Tobacco Induced Diseases (Mar 2018)

From anti-smoking activist to archivist and back again: how museum exhibitions on the history of tobacco control are helping to educate a new generation

  • Alan Blum

DOI
https://doi.org/10.18332/tid/83980
Journal volume & issue
Vol. 16, no. 1

Abstract

Read online

Background and challenges to implementation The University of Alabama Center for the Study of Tobacco and Society was founded in 1998 as a repository for the comprehensive collection amassed over 30 years by the author and fellow tobacco control activists of photographic, audio, video, newsprint, and internet materials documenting tobacco marketing, the tobacco industry, and the anti-smoking movement over the past century.
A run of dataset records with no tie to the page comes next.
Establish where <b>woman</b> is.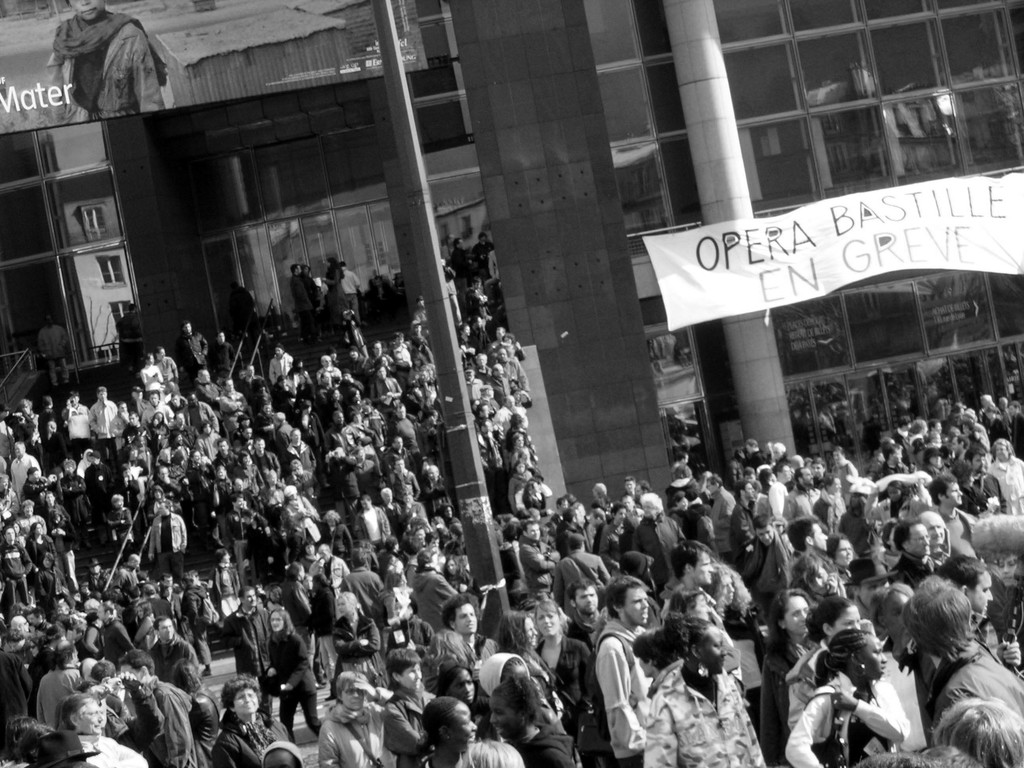
Established at detection(867, 581, 916, 665).
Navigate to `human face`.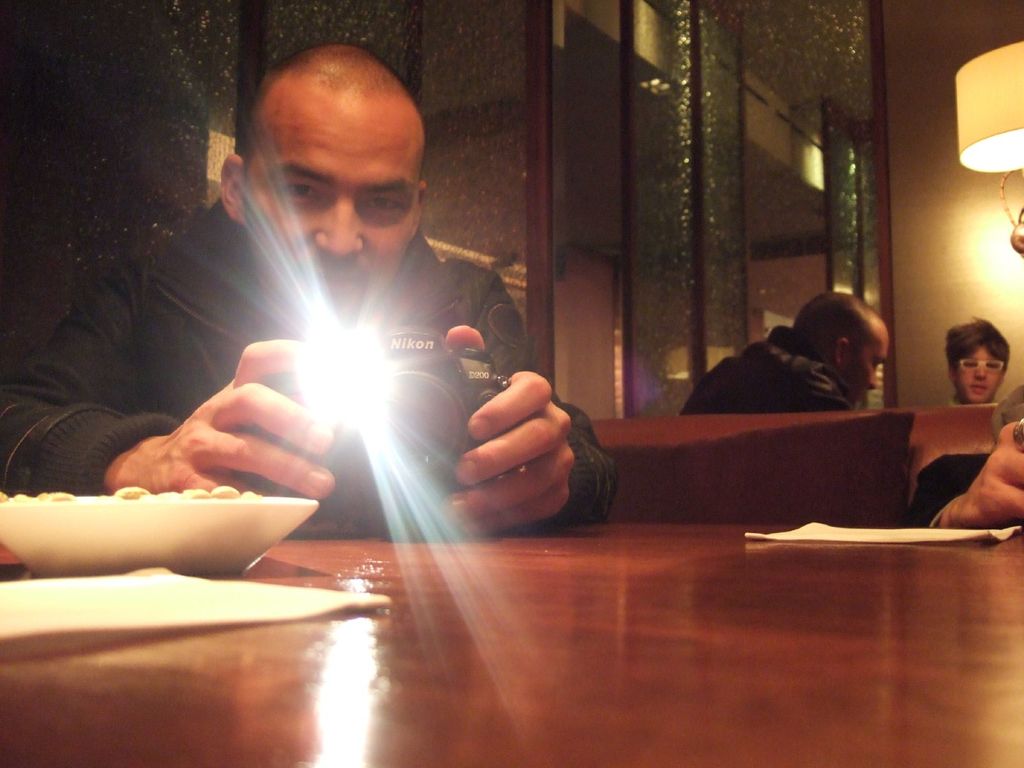
Navigation target: [841,333,890,406].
Continuously maintained since 1974, the collection has served researchers, legislators, students, journalists, public health professionals, and the public alike via a website www.csts.ua.edu and a physical trove of over 250,000 original items divided into more than 100 subject categories (eg, the targeting of minorities; tobacco sales in pharmacies; the history of smoking cessation). It is the largest tobacco-related collection at any university. Intervention or response Unique among tobacco control information resources, the Center has produced 12 exhibitions for museums, libraries, universities, and conferences on compelling, ironic, and controversial aspects of the tobacco pandemic and anti-smoking activism. Results and lessons learnt To commemorate the 50 th anniversary of the landmark 1964 US Surgeon General's landmark report on smoking and health, the Center created “The Surgeon General vs. The Marlboro Man: Who Really Won?” which comprised more than 130 original artifacts and was displayed at the Lyndon Baines Johnson Presidential Library. Other exhibitions include “When More Doctors Smoked Camels: A Century of Health Claims in Cigarette Advertising”; “Canaries in the Mine: The Flight Attendants' Battle for Smokefree Airlines”; "The American Medical Association´s History of Collaboration with the Tobacco Industry: The Unfiltered Truth"; “Cartoonists Take Up Smoking” at the National Museum of Health and Medicine in Washington, DC; and “The World's Anti-Smoking Stamps." Conclusions and key recommendations This illustrated presentation provides excerpts from these exhibitions, some of which are available for use by health organizations to inspire the next generation of anti-tobacco activists. Online versions are also being created.